Alva Coachworks by Ackroyd Lowrie

Alva Coachworks by Ackroyd Lowrie is a retrofit project that turns a former Victorian tram repair depot near King’s Cross into a photographic studio, event space and hospitality-led creative venue.

The project works because it does not treat the old building as a backdrop. The historic fabric, flexible plan and commercial studio requirements all have to operate together.

Industrial interior at Alva Coachworks by Ackroyd Lowrie
The studio interior keeps the industrial character visible while supporting high-end photographic and event use.

Project overview

The original brief describes a market gap: many photographic studios were cold, poor quality or too utilitarian for long shoots. The client wanted photography studio design with a more generous experience: history, food, comfort and flexibility built in.

Ackroyd Lowrie reconfigured the floorplan around a hotel-style entrance, central service route, restaurant, boutique bathrooms, VIP lounge, roof terrace and large studios capable of different event and shoot configurations.

Why the flexibility matters

  • The space can support a large catwalk event or separate simultaneous photoshoots.
  • Acoustic sliding partitions allow the studios to change without feeling temporary.
  • The curved end panel works with the photographic infinity cove.
  • A hydraulic ramp helps resolve the level change created by studio height requirements.
  • VR testing helped clients and the design team test finishes, handrails, windows and floorcoverings at a realistic scale.

Adaptive reuse lesson

The useful architectural lesson is that adaptive reuse is not just retention. It is judgement about where old structure should stay visible, where new performance is needed and how a commercial brief can support the building’s second life.

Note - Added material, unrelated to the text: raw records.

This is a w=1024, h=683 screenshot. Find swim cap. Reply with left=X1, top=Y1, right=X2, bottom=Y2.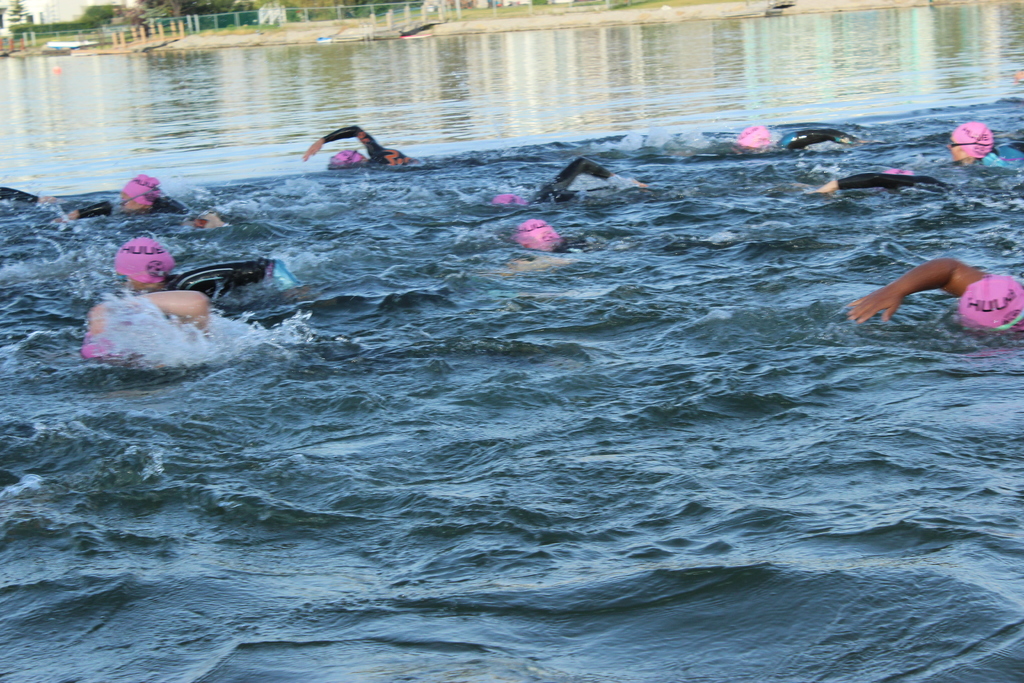
left=947, top=118, right=997, bottom=163.
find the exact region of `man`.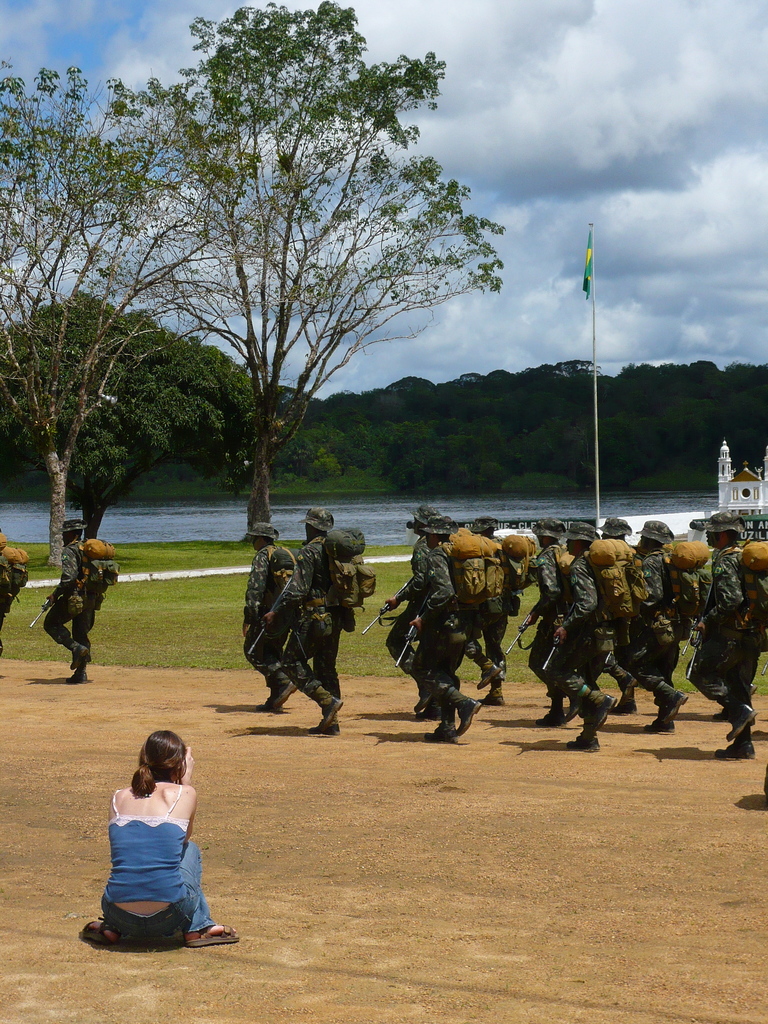
Exact region: pyautogui.locateOnScreen(383, 506, 452, 709).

Showcase a retrofit or creative workspace project

Architecture Social can feature built work where the design story is useful for architects, clients, students and creative operators.

  • Explain the original building and what was worth keeping.
  • Show how the new use changes circulation, servicing and flexibility.
  • Name the technical details that made the project possible.
  • Link the design choices back to the client brief.

Architecture Social view

Stephen’s recruiter view is that the best retrofit case studies show both design sensitivity and delivery intelligence. Alva Coachworks is strongest where the reader can see how acoustic partitions, roof upgrades, hospitality and heritage fabric all support the same commercial outcome.

Next step

See more work in the Architecture Social project directory, visit Ackroyd Lowrie on Architecture Social, or submit a project for showcase.